Z-rail profile & high-speed switch

A special Z-section rail, with running faces inclined inward at 20 degrees, is what allows the self-steering bogie to work at all. Switching was the other rail-technology weak point Austrans set out to fix: a flexing switch arrangement, actuated by stored hydraulic power, banks the rails in a branch-line setting so vehicles can take a diverging route at higher speed and closer spacing than a conventional points mechanism allows. The test track's headway target was 2.5 seconds at 70 km/h.
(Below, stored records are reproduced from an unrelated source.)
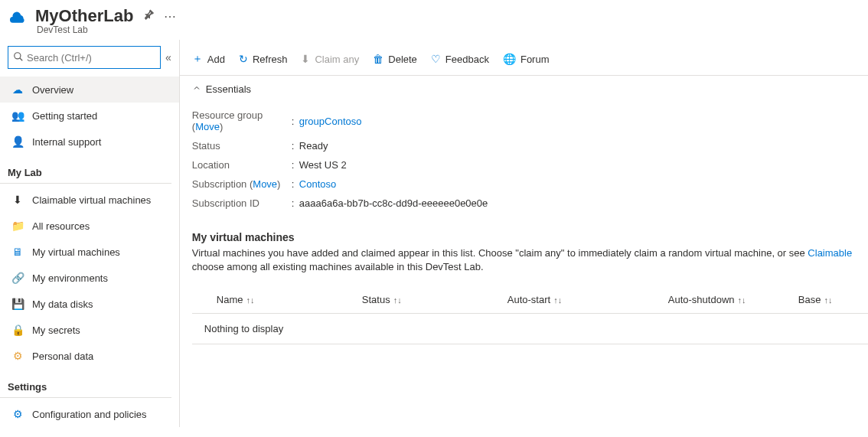  I want to click on forum-label: Forum, so click(535, 60).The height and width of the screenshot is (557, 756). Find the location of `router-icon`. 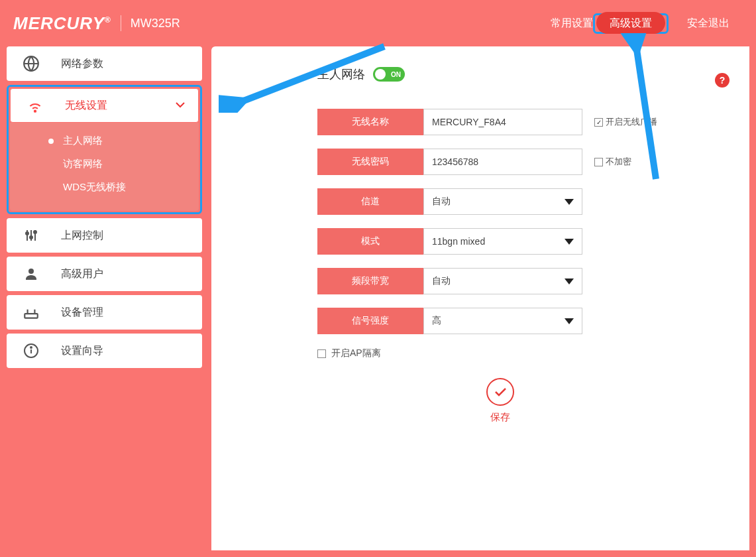

router-icon is located at coordinates (31, 312). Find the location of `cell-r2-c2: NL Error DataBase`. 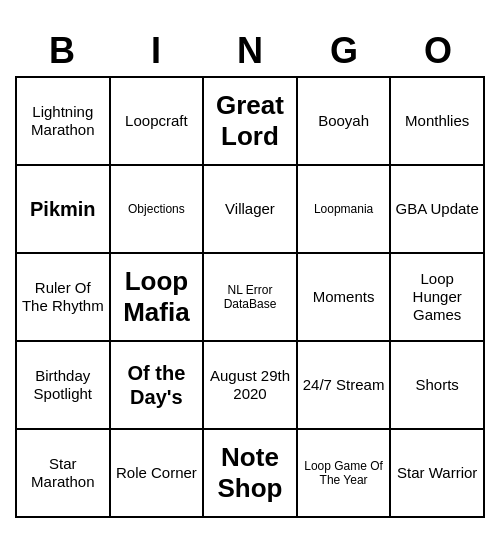

cell-r2-c2: NL Error DataBase is located at coordinates (251, 298).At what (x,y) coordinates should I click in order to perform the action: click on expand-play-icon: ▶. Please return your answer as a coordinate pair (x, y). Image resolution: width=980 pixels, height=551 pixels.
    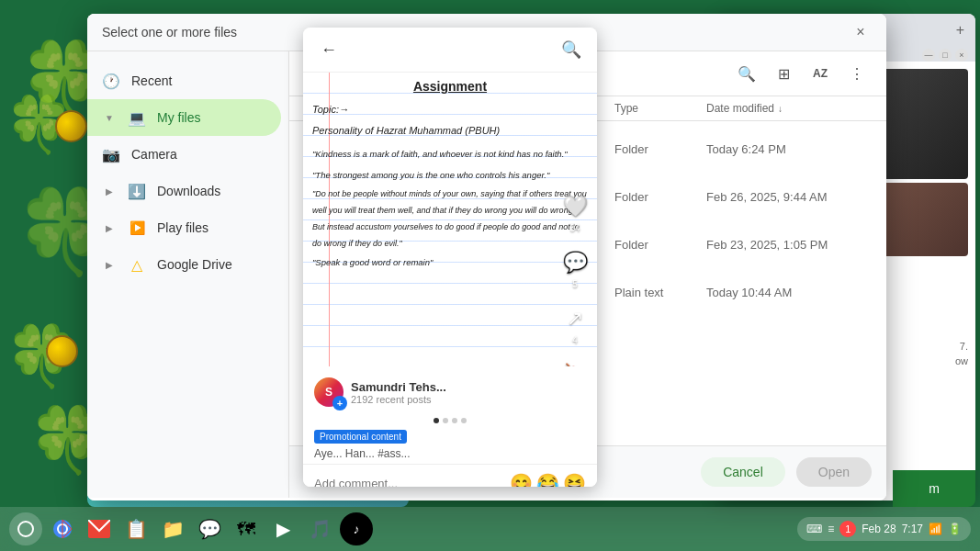
    Looking at the image, I should click on (109, 228).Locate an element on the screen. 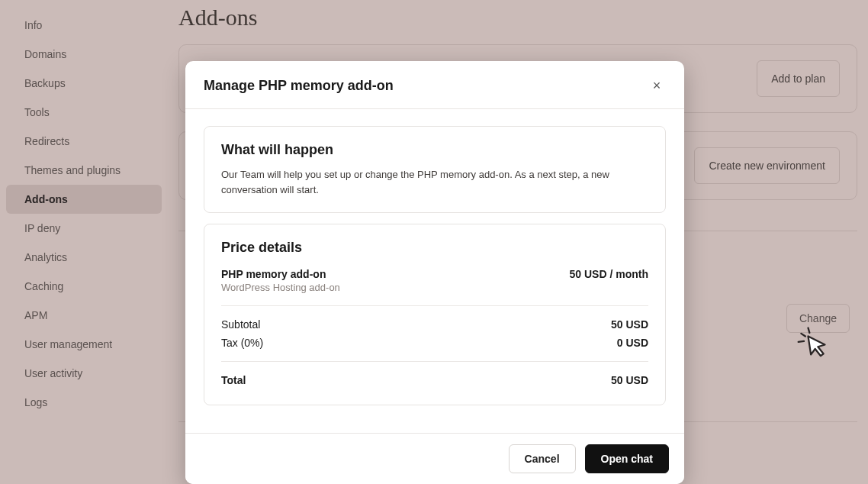 This screenshot has width=868, height=484. sidebar-item-redirects: Redirects is located at coordinates (84, 141). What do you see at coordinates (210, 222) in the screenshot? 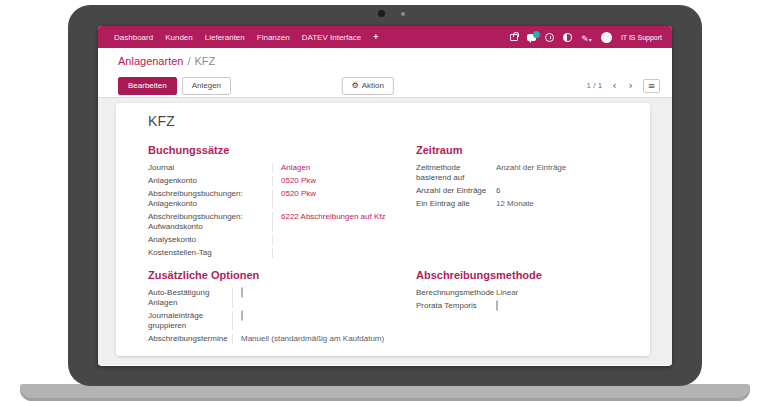
I see `field-label: Abschreibungsbuchungen: Aufwandskonto` at bounding box center [210, 222].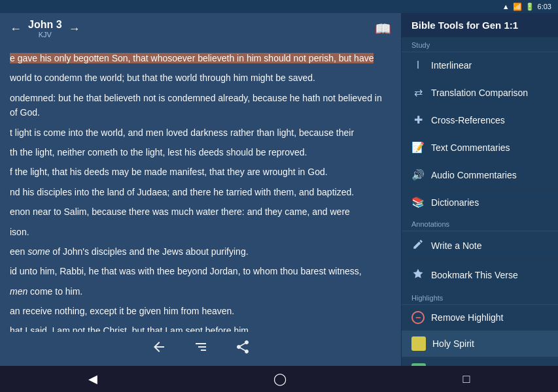 This screenshot has height=392, width=558. Describe the element at coordinates (200, 29) in the screenshot. I see `bible-header: ← John 3 KJV → 📖` at that location.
Technical diagram showing the vehicle's longitudinal section and seating plan, labeling motor controllers, transponders, and onboard systems
Longitudinal section and seating plan, from Bishop Austrans engineering material

Vehicle & guideway specifications

A 9-passenger vehicle was chosen as the best compromise between off-peak economy, on-demand operation, and manufacturing cost.

5.4 moverall length
1.9 moverall width
2.25 moverall height
750 mmrail gauge
9,000 pphpeak one-way line capacity
1,000 pphper standard off-line station

Vehicle bodies were designed as fibreglass or pressed-aluminium panels over an aluminium or steel frame, with each bogie's main wheel pair driven by an AC electric motor and individual computer-controlled inverter drive. Onboard computers communicated with the central control system over a leaky coaxial cable run in a duct between the Z-rails.
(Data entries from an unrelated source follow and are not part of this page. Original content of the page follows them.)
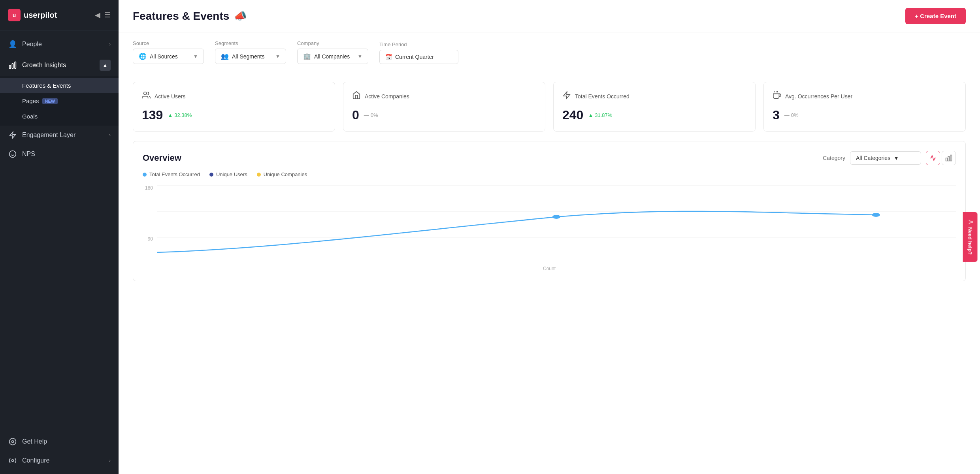  What do you see at coordinates (970, 237) in the screenshot?
I see `need-help-tab: Need help?` at bounding box center [970, 237].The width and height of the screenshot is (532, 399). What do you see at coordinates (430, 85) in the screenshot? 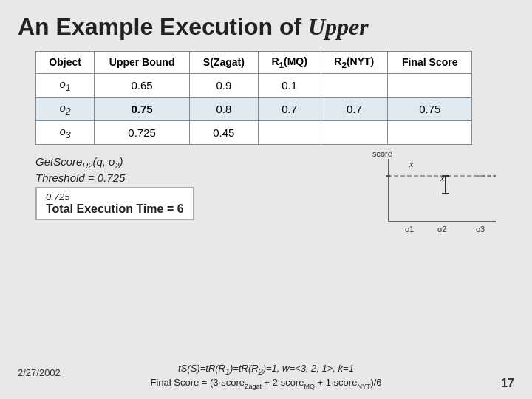
I see `row1-final-score` at bounding box center [430, 85].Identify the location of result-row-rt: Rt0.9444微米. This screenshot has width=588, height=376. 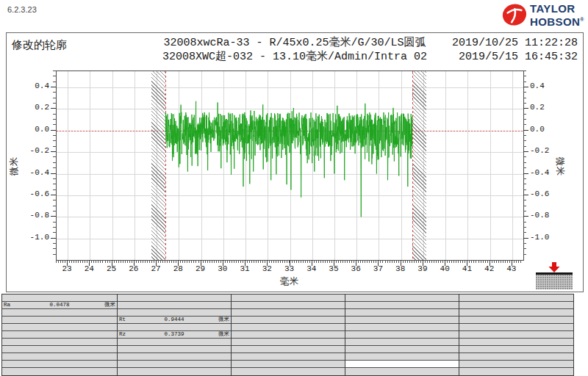
(174, 320).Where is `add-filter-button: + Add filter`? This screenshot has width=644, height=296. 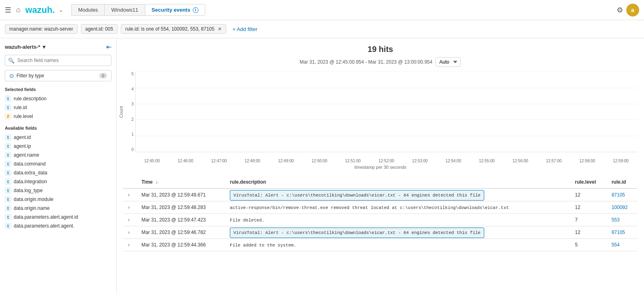
add-filter-button: + Add filter is located at coordinates (245, 29).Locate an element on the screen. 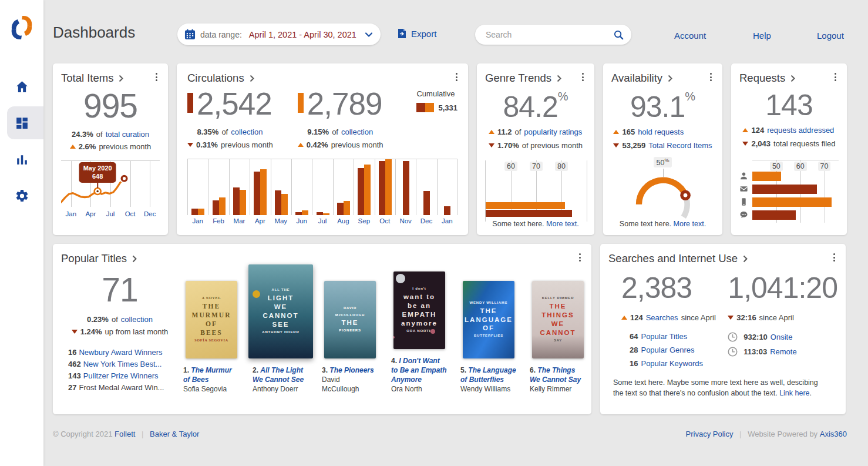 This screenshot has width=868, height=466. book-title-link: All The Light We Cannot See is located at coordinates (278, 375).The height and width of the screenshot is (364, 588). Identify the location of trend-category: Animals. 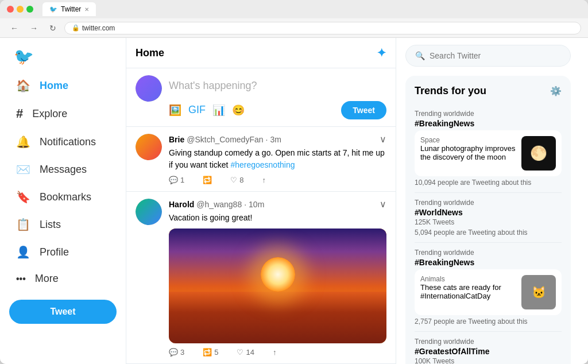
(469, 279).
How it compared to PRT and light rail

A 2000s-era comparison of automated transit alternatives placed Austrans in an unusual middle ground: faster and higher-capacity than typical Personal Rapid Transit, but noisier and thirstier than the rubber-tyred systems it was competing against.

Where it won

  • Speed & capacityUp to 120 km/h and roughly 9,000 passengers per hour in one direction, above what most PRT systems of the era claimed.
  • Guideway efficiencyLarger, shared vehicles were argued to load the guideway more efficiently than single-occupant PRT pods.
  • Structure costNarrow gauge and a small loading envelope meant tunnels sized at roughly 36% the cross-section of conventional heavy rail.

Its trade-offs

  • Energy useSteel wheel on steel rail used noticeably more energy per vehicle and per passenger than rubber-tyred PRT rivals.
  • NoiseDespite the bogie's noise-reduction design, rail-based Austrans still ran louder than rubber-tyred alternatives.
  • Unproven at scaleOnly a short test track and a single prototype vehicle were ever built. The switch software was reportedly still unwritten as late as 2004.